Budress heaved back and kicked hard above the knob. The door flew open and Scott released his dog.

“Get’m, baby. Get’m.”

Maggie surged into the house.

Scott went in behind her, gun up and ready. He cleared the kitchen and moved into the living room. Maggie pulled up short at the body, barking to let Scott know she had found her prey.

Budress kicked a pistol away from the body.

“Keep moving. Clear the house.”

Scott directed Maggie into a hall. A bathroom and a small bedroom were open, but a door at the end of the hall was closed.

Maggie took passing sniffs at the bath and bedroom, but slowed at the closed door. She seemed to study the door for a moment, then sank to her belly and gazed at the door. Scott saw her nostrils work, but she didn’t bark as she would if someone was in the room.

Budress said, “Front rooms are clear.
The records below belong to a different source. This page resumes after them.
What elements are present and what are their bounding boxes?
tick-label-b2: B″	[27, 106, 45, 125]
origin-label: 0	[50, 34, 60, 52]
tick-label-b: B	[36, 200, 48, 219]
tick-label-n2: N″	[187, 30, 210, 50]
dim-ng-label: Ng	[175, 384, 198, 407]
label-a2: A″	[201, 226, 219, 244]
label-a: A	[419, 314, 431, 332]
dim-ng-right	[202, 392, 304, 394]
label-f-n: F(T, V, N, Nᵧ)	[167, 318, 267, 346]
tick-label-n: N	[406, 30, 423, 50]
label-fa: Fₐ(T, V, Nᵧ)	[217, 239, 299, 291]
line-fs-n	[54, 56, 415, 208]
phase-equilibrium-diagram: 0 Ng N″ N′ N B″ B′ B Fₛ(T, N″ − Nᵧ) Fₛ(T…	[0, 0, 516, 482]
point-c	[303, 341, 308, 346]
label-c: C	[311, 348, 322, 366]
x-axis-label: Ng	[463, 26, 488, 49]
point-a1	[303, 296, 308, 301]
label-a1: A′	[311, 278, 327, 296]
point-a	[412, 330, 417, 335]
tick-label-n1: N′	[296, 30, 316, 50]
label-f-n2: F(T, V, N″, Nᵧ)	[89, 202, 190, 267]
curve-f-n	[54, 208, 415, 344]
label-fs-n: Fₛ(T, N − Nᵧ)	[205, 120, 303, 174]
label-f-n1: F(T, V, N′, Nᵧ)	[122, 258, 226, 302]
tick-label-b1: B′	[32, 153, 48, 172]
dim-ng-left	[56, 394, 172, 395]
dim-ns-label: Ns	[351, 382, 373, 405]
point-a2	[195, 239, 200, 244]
What’s she got?”

“Dunno. What’s with the smell? Chemicals?”

“Bleach. It’s killing my eyes.”

Scott moved closer. Maggie glanced at him proudly and wagged her tail, but stayed on her belly. Scott had never seen her alert this way.

Budress shouted.

“Police. Open the door and step out. Do it
now
.”

Scott pressed his ear to the door but heard nothing. He shrugged. Budress pointed at the door, and nodded.

Scott threw open the door and lit up the room.

Behind him, Budress whispered.

“Clip her, man. Do not let her go in.”

Scott clipped Maggie’s lead, then keyed his mike.

“We’re in the house. Do not approach our location. I say again, do not approach.”

The incident commander’s voice crackled from their radios.

“What the hell? Say your situation.”

Scott wasn’t quite sure how to say it.

“Explosives. There’s enough explosives in here to blow up the neighborhood.”

Scott glanced at Budress, who motioned him back.

“Back away, Scott. Let’s back the hell out of here.”

Scott backed from the room with his dog.